The two lines of track would meet in the middle (the bill did not designate an exact location) and each company would receive 6,400 acres of land (later doubled to 12,800) and $48,000 in government bonds for every mile of track built. The Pacific Railroad Act stipulated that the Central Pacific Railroad Company would start building in Sacramento and continue east across the Sierra Nevada, while a second company, the Union Pacific Railroad, would build westward from the Missouri River, near the Iowa- Nebraska border. He then headed to Washington, where he was able to convince congressional leaders as well as President Abraham Lincoln, who signed the Pacific Railroad Act into law the following year. In 1860, a young engineer named Theodore Judah identified the infamous Donner Pass in northern California (where a group of westward emigrants had become trapped in 1846) as an ideal location for constructing a railroad through the formidable Sierra Nevada mountains.īy 1861, Judah had enlisted a group of investors in Sacramento to form the Central Pacific Railroad Company.
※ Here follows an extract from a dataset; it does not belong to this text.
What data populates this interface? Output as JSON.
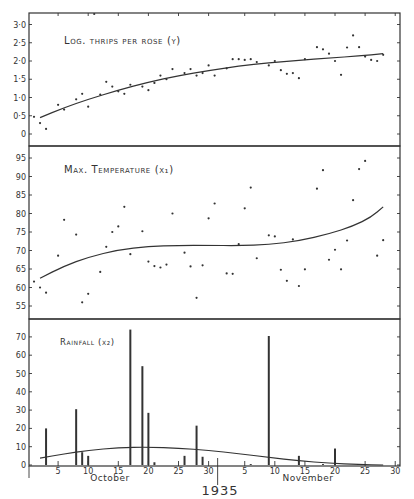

Lobbying efforts over the next several years failed due to growing sectionalism in Congress, but the idea remained a potent one. In 1845, the New York entrepreneur Asa Whitney presented a resolution in Congress proposing the federal funding of a railroad that would stretch to the Pacific.

After the railroad was completed, the price dropped to $150 dollars. Did you know? Before the building of the Transcontinental Railroad, it cost nearly $1,000 dollars to travel across the country.